Wollschlaeger, a physician, is the son of a Nazi officer, converted to Judaism and served in the IDF. Hoxha is a Holocaust historian, and has a unique perspective as an Albanian since Albania rescued all of its Jews and more than 2,000 Jews from surrounding areas. Gelbart is the granddaughter of Romani Auschwitz survivors.

Lilach noted that there would be a “big military presence” with veterans and liberators, with two of the workshops led by liberators to “see through the eyes of the soldiers.” She explained that the workshop would deal with a rarely addressed topic, the “trauma that liberators passed on to their families, the trauma of young soldiers (then, who are) still suffering nightmares till today. It’s different from survivors but still extremely damaging.”

Another workshop, noted Lilach, will deal with “sex abuse during the Holocaust; it’s not spoken of. Children in hiding were (at times) abused by their rescuers, the abuse in the camps and ghettos, and the forced rape the Jewish and other women experienced in so-called ‘brothels’ and the myth that they were spared rape because of laws that prohibited relations with Jews.”

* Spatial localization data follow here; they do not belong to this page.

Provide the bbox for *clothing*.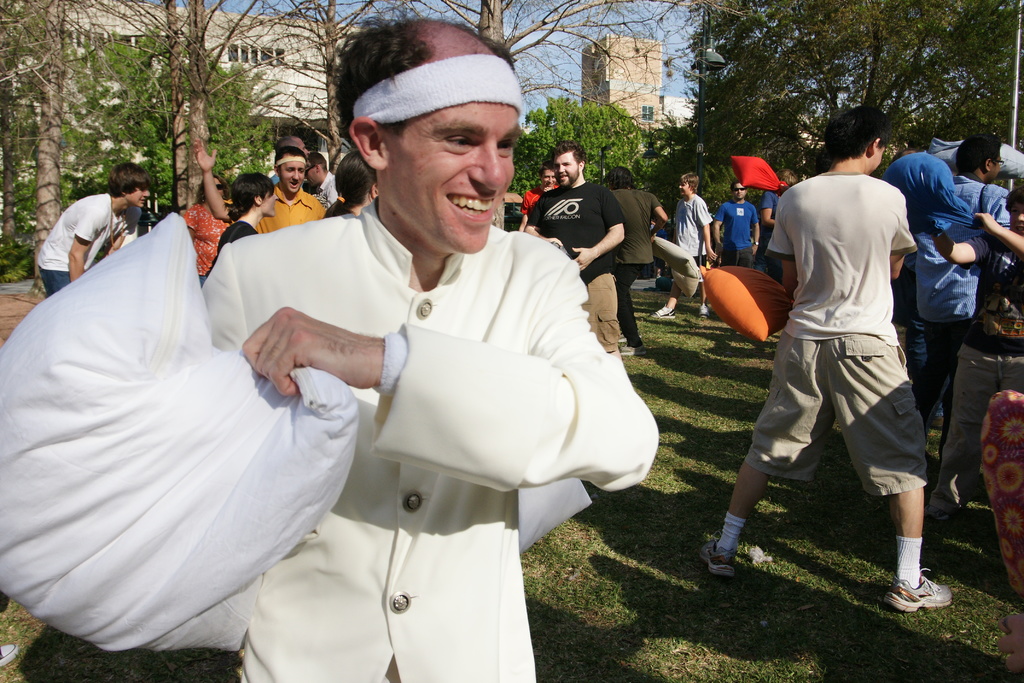
<bbox>525, 177, 627, 352</bbox>.
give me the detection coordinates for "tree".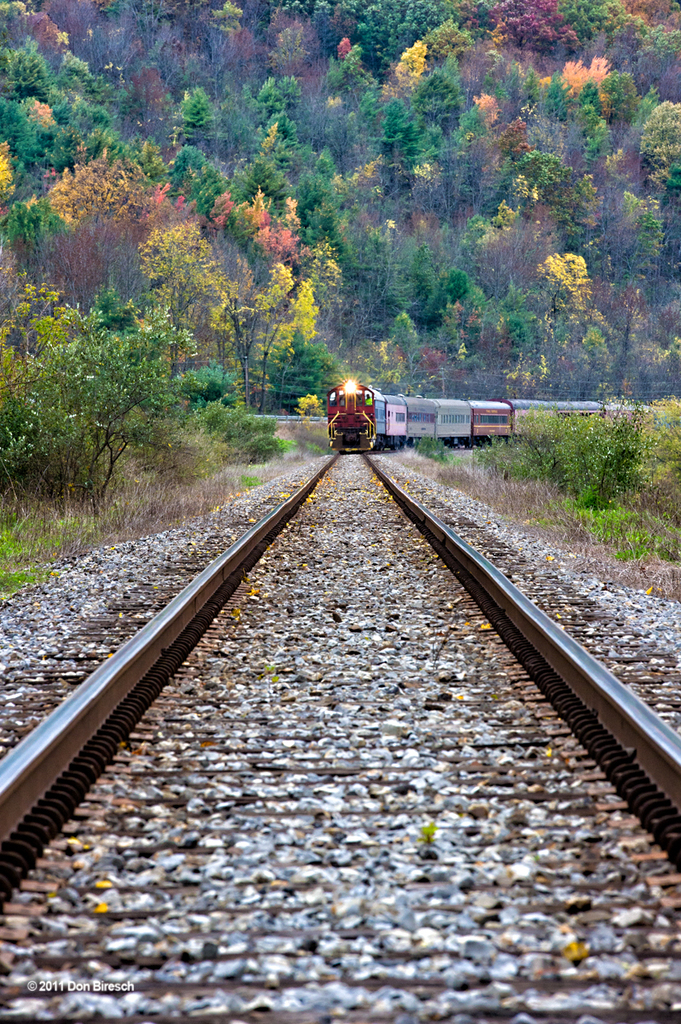
bbox(597, 67, 641, 113).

Other speakers include Miriam Brysk from the Lida Ghetto who hid in the forest and joined Russian partisans and disguised herself as a boy to escape rape. Claire Haymann, another speaker, now of Queens, was a prisoner in Auschwitz-Birkenau and shared a bunk with one of four women leaders of a resistance movement in the women’s camp there. She witnessed the execution of these four women.

A German graduate student, will cover the Allied program of “denazification, the idea that the Allies could remove Nazism from Nazis immediately after the war ended,” explained Lilach. “It is ridiculous that they thought that they could even attempt this.”

“The main focus of the Allies was to economically rehabilitate Germany as quickly as possible, so they removed the official Nazi stigma but they still remained judges, physicians and police. Under Operation Paper Clip, [Nazi] scientists, physicists, doctors and their families, hundreds, were given full citizenship, money and homes while Jews were still forced to wear the concentration camp uniforms, and did not have decent food or conditions.”

Lilach pointed out the ongoing work at HMTC and four recent acquisitions. An Israeli Auschwitz survivor found a child’s shoe years ago while leading a tour of the camp and held onto it hoping to donate it to a small Holocaust museum where it would be considered a significant artifact. He came in from Israel to donate it to HMTC.

The museum will be receiving a full camp uniform that was worn in Auschwitz by a survivor who did not want it warehoused but displayed in a museum. Another artifact is an intricately carved light bulb, the only remnant rescued from the ruins of a synagogue that had been destroyed by the Nazis in Drama, Greece.

Another new item to be displayed is an early 1900s beer stein from Bavaria. Pub patrons would leave their personal mugs at their pub; they were usually decorated with colorful scenes. This one is covered with anti-Semitic pictures including a representation of Germans kicking Jews out of Germany. Said Lilach, “Someone drank his beer from this hate-filled mug.”

The conference and transportation there is free for survivors and liberators, and Hofstra staff and students. For others the cost is $36 for adults and $10 for under age 18. Buses to the conference will be available at the Five Towns JCC and the Boro Park Y.